REMARRIAGE IN CHINA CAN CAUSE HOUSING FLAPS

Six months after meeting in a Shanghai teahouse, Yu Gendi, a 60-year-old divorced mother of six, and Zhao Duisheng, a 63-year-old widower with four children, decided to take the plunge. They were married.

Confronted with millions of elderly living alone, the Chinese government is now encouraging such remarriages to salve lonely hearts and ease the growing cost of care for older Chinese. But in trying to override Confucian tradition that proscribes remarriage, officials are meeting moral and economic resistance among families and only limited success among elderly Chinese.

Zhao's children, for example, who no longer live in Shanghai, were delighted with their father's new companion. But Mrs. Yu's children were appalled and opposed the marriage because they would lose their claim to her house, the couple says.

Given the scarcity of urban housing, which is assigned by a person's workplace, children are often eager to exert their right to take over their parents' assigned home after them. But after remarriage, first rights to the house go to the spouse.

``His children all supported him, but my children didn't. They were confined to old ideas,'' Yu recalls. ``He moved into my house, so there was a lot of arguing over the housing.''

According to Legal Daily, more than one-third of China's elderly are without spouses, but just over 5 percent remarry in cities and less than 1 percent in the countryside.

``The success rate of remarriages among old people is not high because they are usually motivated by money concerns and lack of mutual attachment,'' says Hong Guodong, director of the China Research Center on Aging in Beijing.

To foster marriages that will last, Shanghai is now running matchmaking services like the one at the Nanshi District Community Center, where 385 couples have been married in collective wedding ceremonies since 1985.

Yu and Zhao's whirlwind courtship of ballroom dancing, movies, and long talks over tea overcame their initial doubts about age and convinced them that remarriage was for them.

``We got to know each other, and I found she was very considerate of me,'' Zhao says.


What this task involves:
Wherever "height" occurs in the entries, copy the line that holds it.

START Records provided

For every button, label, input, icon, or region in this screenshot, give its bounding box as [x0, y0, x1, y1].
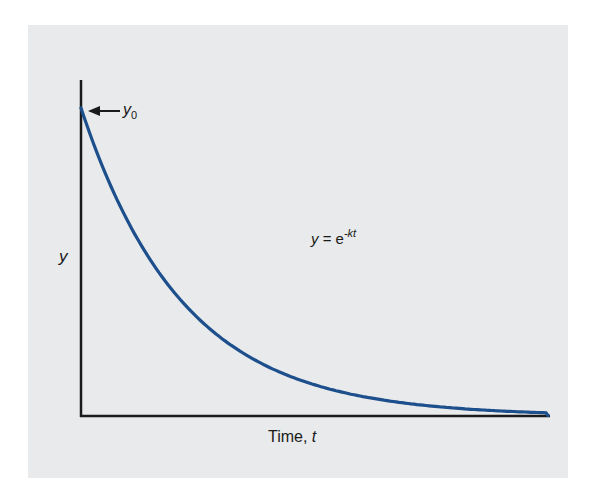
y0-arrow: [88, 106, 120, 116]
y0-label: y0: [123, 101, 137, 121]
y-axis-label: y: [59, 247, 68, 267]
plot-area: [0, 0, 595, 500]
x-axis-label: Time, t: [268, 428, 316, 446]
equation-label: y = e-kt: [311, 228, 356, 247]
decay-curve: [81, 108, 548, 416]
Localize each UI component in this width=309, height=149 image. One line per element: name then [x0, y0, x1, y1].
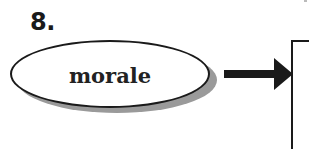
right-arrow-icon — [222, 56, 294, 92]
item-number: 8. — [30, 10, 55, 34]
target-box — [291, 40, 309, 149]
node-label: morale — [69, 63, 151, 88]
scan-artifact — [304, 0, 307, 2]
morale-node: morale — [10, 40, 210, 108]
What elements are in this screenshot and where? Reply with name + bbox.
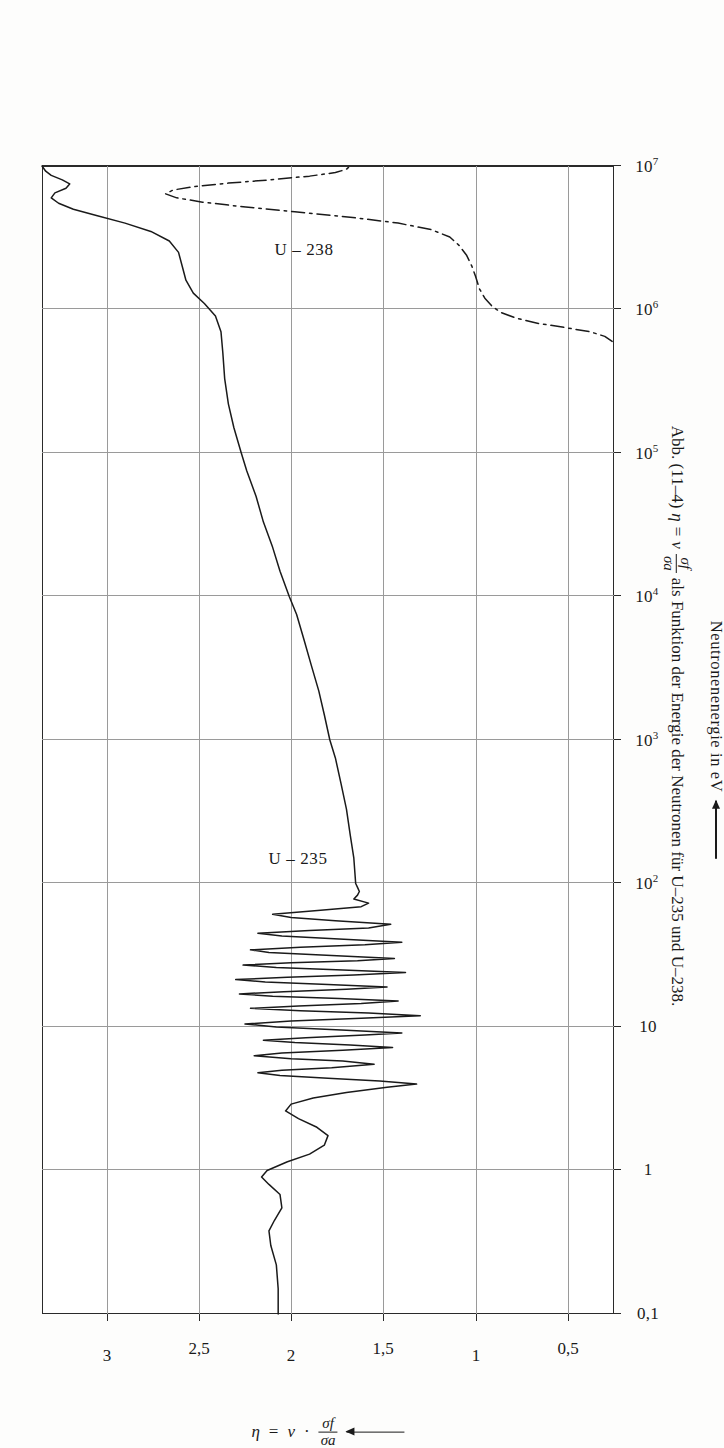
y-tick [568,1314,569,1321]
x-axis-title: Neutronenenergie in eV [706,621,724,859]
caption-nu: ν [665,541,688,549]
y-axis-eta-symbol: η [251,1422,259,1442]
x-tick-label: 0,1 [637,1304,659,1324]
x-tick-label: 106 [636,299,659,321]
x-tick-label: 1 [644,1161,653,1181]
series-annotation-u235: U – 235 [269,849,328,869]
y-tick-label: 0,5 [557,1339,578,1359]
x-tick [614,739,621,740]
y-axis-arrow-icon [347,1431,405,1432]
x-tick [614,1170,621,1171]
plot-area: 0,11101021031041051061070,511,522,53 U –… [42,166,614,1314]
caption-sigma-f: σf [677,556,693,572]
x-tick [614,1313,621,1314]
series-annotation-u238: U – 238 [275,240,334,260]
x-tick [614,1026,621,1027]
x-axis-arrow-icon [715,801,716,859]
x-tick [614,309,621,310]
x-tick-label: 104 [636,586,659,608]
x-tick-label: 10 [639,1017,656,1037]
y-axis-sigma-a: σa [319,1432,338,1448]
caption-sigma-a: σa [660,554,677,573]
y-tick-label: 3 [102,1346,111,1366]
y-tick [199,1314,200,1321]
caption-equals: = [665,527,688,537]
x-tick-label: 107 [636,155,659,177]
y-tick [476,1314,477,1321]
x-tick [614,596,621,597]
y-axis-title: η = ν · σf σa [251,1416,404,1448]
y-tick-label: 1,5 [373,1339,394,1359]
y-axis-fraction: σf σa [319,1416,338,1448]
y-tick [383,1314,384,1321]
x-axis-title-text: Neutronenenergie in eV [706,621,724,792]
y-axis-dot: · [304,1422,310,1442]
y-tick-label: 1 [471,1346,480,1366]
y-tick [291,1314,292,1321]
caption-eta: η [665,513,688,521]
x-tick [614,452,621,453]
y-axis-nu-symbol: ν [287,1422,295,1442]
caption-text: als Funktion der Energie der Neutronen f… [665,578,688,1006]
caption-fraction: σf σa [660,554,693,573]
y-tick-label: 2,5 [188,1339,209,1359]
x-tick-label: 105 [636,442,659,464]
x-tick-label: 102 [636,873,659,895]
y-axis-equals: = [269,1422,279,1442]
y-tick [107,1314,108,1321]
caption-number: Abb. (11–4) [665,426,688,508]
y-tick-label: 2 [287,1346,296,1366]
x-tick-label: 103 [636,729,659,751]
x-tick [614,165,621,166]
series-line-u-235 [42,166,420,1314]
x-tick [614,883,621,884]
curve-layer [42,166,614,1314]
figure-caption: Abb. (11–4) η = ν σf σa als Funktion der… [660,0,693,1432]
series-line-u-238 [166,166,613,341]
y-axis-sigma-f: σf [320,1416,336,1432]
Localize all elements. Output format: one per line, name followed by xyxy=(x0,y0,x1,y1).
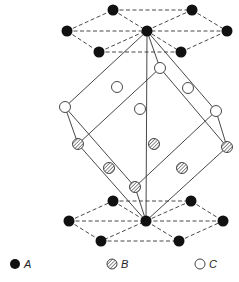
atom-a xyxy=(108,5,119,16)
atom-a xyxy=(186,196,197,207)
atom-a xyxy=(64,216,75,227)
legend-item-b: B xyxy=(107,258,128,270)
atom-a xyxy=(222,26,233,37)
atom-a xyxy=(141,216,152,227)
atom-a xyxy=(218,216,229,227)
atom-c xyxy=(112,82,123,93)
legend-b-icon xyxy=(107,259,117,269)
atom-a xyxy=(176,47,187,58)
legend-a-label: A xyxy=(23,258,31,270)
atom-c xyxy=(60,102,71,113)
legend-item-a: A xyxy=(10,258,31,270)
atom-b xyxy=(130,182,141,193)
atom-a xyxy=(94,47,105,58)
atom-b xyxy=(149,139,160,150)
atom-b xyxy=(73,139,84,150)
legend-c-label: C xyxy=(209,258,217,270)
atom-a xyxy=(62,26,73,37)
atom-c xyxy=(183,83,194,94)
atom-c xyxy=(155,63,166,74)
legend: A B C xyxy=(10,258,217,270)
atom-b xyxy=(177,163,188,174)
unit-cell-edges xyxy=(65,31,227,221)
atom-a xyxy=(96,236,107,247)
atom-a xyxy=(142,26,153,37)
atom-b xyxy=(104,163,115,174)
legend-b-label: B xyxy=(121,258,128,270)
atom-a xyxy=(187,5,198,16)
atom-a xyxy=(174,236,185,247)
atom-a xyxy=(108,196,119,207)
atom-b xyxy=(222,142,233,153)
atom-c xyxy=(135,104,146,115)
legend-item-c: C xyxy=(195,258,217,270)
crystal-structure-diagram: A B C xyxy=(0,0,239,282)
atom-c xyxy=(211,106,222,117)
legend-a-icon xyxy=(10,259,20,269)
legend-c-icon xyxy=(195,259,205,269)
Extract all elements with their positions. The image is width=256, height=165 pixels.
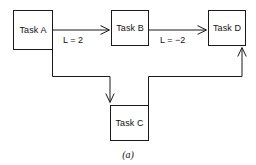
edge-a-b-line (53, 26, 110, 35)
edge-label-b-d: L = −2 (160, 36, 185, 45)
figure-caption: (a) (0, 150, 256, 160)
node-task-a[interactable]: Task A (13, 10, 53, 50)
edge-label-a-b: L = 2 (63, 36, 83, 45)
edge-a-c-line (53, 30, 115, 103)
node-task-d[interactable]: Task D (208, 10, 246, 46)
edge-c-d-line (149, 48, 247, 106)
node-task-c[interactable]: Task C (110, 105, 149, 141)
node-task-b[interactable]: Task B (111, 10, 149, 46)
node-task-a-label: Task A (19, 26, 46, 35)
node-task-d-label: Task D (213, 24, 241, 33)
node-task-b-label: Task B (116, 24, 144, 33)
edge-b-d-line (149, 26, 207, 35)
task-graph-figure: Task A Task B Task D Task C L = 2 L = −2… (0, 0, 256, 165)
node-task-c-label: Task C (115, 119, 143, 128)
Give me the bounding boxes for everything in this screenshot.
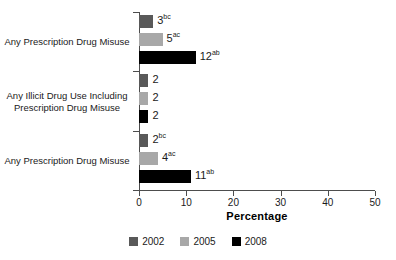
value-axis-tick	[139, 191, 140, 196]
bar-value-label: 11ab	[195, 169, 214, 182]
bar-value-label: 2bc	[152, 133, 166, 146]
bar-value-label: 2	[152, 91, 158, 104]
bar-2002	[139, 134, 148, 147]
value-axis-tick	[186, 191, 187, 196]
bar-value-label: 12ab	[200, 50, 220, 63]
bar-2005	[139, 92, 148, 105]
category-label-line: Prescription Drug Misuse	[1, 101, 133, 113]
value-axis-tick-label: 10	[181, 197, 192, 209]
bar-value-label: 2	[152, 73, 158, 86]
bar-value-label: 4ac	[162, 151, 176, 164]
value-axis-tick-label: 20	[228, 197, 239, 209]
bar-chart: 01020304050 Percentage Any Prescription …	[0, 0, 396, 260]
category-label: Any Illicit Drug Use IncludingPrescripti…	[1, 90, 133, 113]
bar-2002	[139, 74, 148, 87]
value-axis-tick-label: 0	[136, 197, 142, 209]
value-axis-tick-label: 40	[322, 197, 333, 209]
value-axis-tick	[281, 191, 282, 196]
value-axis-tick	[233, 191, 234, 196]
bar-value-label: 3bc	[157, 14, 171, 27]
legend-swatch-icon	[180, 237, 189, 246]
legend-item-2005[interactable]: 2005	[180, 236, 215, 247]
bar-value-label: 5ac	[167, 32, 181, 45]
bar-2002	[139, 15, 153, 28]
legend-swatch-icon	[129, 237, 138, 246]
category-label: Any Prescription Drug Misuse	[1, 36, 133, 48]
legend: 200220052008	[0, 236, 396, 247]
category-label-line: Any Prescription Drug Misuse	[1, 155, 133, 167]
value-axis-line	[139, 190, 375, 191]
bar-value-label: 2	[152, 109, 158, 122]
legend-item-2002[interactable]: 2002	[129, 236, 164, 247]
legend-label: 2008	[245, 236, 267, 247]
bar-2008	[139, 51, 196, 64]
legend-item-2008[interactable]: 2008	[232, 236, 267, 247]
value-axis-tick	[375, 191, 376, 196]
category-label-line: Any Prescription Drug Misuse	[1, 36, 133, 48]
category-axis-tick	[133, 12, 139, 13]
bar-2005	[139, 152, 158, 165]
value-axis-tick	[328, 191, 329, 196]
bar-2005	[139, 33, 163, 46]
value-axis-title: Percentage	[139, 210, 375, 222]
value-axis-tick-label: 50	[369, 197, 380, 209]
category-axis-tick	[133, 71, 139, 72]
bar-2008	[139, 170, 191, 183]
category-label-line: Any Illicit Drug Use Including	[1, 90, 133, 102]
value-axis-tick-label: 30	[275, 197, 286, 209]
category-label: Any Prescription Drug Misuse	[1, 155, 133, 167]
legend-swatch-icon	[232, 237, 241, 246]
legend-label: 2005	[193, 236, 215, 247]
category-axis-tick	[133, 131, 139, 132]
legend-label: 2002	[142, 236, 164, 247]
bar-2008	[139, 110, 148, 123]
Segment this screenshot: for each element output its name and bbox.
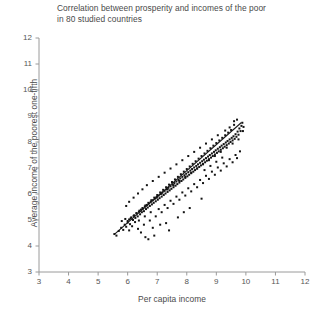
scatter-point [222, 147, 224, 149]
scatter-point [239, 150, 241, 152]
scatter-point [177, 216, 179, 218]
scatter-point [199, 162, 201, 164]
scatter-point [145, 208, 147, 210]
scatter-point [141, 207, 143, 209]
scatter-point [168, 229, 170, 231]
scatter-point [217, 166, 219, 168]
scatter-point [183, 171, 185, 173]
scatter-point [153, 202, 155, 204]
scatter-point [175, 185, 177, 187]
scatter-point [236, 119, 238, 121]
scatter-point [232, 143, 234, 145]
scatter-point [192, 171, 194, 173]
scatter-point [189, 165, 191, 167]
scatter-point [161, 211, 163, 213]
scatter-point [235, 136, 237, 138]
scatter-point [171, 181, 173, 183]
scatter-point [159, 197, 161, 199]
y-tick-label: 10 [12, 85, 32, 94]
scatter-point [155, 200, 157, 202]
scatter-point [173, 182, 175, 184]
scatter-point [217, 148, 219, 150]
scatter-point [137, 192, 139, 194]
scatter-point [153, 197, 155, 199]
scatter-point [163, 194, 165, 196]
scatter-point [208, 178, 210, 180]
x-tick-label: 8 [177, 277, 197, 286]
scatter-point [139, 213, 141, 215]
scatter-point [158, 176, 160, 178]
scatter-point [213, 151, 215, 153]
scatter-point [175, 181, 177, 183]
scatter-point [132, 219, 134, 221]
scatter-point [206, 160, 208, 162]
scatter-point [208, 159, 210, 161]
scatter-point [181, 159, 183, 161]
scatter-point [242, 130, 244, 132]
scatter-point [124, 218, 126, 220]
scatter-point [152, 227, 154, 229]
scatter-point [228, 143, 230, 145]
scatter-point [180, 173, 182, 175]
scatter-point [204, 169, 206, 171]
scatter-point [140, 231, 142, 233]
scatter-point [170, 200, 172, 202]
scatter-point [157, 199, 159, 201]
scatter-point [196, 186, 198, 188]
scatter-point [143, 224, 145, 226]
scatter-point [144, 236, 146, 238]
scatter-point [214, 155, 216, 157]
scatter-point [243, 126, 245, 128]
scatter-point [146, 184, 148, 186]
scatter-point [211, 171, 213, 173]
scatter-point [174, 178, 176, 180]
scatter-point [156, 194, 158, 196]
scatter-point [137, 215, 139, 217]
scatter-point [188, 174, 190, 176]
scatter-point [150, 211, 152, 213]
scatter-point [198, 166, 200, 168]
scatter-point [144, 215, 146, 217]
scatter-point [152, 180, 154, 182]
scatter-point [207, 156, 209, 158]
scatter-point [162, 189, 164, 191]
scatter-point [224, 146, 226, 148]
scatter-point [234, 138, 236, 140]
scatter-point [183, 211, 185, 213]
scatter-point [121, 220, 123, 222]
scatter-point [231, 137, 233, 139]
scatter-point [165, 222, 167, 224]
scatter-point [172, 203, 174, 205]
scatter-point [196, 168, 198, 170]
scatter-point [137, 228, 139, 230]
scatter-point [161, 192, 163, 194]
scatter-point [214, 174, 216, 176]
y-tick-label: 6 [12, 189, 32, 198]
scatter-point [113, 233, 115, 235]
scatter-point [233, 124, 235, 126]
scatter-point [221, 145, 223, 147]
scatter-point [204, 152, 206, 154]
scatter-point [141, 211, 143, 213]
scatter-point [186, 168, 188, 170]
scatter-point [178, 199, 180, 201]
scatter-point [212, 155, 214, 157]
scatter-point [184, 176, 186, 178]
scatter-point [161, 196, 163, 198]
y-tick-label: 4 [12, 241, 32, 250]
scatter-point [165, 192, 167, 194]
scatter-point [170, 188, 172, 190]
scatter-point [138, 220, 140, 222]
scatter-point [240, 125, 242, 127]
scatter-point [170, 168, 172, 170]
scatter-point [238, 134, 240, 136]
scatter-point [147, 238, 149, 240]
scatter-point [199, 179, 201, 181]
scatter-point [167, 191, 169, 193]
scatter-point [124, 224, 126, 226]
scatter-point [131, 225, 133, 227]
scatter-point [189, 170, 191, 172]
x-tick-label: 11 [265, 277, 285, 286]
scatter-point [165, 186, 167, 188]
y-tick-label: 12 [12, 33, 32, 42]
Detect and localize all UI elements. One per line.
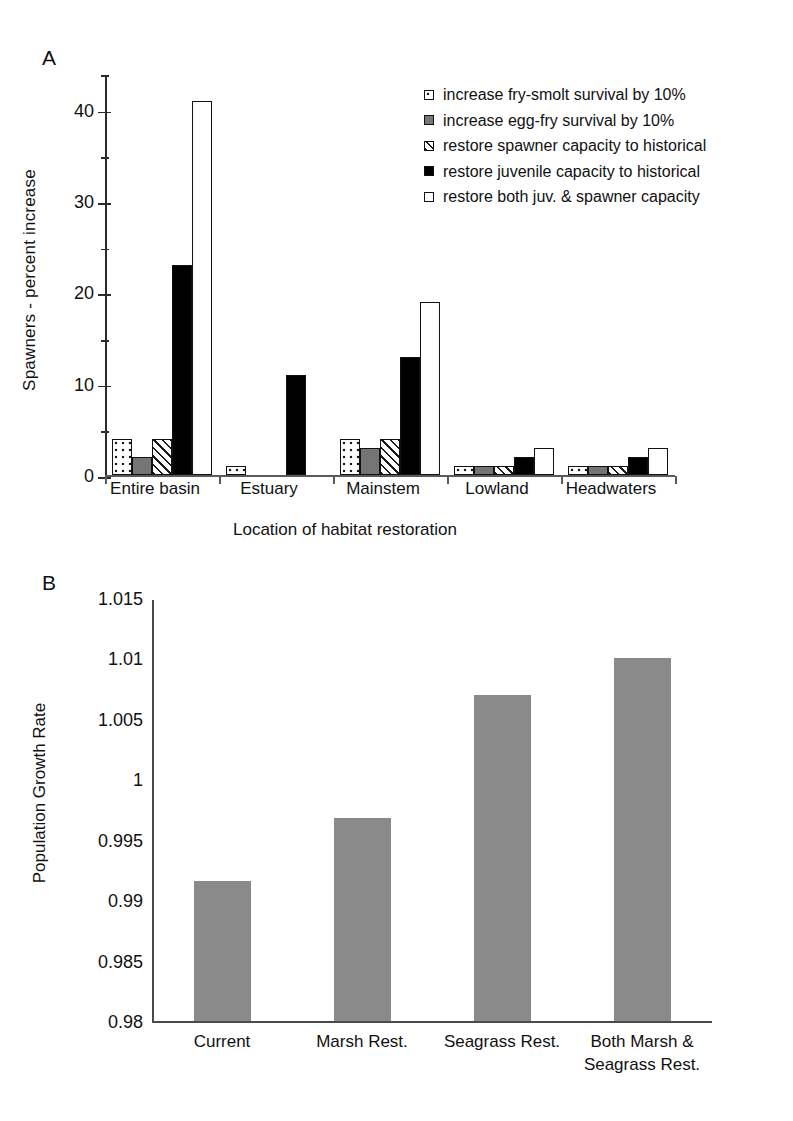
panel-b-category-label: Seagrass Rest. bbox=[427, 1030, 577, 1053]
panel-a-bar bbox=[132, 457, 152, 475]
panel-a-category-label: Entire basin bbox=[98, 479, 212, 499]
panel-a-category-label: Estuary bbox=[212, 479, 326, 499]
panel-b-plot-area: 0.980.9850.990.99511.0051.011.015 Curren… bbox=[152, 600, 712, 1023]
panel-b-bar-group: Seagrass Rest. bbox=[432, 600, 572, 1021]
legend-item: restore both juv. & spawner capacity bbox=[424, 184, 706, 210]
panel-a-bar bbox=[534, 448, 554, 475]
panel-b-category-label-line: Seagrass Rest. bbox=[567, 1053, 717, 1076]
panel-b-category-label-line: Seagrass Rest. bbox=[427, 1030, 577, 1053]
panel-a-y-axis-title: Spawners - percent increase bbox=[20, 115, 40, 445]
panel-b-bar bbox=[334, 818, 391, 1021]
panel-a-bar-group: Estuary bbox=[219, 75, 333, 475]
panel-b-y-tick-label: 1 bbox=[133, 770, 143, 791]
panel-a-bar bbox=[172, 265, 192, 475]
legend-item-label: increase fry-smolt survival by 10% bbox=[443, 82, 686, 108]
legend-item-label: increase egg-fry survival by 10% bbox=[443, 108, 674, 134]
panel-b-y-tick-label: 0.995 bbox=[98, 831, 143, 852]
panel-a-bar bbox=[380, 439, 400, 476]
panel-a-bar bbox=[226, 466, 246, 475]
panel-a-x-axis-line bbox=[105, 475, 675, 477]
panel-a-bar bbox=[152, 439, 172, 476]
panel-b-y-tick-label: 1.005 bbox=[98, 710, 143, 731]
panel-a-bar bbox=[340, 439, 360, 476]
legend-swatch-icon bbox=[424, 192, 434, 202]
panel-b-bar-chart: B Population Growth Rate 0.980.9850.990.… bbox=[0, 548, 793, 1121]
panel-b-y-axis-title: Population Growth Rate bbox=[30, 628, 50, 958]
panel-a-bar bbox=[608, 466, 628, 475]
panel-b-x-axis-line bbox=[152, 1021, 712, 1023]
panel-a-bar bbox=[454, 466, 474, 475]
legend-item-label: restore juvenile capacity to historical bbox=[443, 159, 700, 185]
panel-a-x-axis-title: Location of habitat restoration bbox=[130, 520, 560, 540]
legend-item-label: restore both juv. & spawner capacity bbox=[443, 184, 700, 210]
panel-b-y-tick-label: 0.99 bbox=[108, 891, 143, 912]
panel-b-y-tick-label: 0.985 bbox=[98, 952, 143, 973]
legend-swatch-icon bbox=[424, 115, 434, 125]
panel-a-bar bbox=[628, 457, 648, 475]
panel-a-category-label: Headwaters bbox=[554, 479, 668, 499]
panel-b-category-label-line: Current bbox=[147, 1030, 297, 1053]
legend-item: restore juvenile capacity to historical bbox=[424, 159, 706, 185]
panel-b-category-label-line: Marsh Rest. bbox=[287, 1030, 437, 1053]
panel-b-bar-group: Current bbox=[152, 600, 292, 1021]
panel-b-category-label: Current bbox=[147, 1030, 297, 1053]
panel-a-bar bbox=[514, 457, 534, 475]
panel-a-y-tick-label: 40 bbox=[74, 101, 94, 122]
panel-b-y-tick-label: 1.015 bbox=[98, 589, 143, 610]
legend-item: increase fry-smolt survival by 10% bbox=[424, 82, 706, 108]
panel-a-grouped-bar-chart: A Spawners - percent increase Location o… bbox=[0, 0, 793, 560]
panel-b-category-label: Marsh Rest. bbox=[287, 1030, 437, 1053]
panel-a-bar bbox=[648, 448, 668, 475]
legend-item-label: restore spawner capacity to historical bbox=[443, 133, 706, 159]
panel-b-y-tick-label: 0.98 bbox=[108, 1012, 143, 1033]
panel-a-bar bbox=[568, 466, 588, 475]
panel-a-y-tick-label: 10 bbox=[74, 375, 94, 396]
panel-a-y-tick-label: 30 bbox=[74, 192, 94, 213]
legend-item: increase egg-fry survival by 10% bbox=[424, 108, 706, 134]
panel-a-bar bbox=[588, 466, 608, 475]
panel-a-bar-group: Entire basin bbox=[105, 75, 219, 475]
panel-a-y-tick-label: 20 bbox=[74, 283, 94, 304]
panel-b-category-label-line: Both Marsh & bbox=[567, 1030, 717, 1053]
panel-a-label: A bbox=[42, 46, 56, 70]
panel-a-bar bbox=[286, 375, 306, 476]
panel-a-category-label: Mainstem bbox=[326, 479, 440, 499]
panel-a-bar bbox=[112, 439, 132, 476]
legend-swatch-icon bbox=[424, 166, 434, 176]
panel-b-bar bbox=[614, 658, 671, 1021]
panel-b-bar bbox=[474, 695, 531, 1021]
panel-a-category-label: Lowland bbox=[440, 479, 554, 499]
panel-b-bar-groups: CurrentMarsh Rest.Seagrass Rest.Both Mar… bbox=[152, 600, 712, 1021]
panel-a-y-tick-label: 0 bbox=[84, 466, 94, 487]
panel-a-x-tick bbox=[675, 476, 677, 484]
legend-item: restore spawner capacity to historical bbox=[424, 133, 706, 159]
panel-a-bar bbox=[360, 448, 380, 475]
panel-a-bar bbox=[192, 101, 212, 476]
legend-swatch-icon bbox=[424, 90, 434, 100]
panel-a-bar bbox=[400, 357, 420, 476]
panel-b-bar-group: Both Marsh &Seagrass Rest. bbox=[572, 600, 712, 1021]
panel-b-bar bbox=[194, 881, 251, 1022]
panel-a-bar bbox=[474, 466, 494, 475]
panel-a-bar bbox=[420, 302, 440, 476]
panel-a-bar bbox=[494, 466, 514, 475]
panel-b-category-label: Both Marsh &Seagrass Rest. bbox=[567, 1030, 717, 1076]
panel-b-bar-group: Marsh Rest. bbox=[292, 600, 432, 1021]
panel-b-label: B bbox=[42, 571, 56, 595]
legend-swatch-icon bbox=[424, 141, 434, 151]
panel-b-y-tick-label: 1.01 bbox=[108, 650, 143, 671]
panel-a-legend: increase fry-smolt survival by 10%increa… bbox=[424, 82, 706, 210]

END Records provided

Expected answer:
Localize each UI component in this width=309, height=149 image. One line per element: name then [x0, y0, x1, y1].
Extract all elements with their positions. The image is width=256, height=165 pixels.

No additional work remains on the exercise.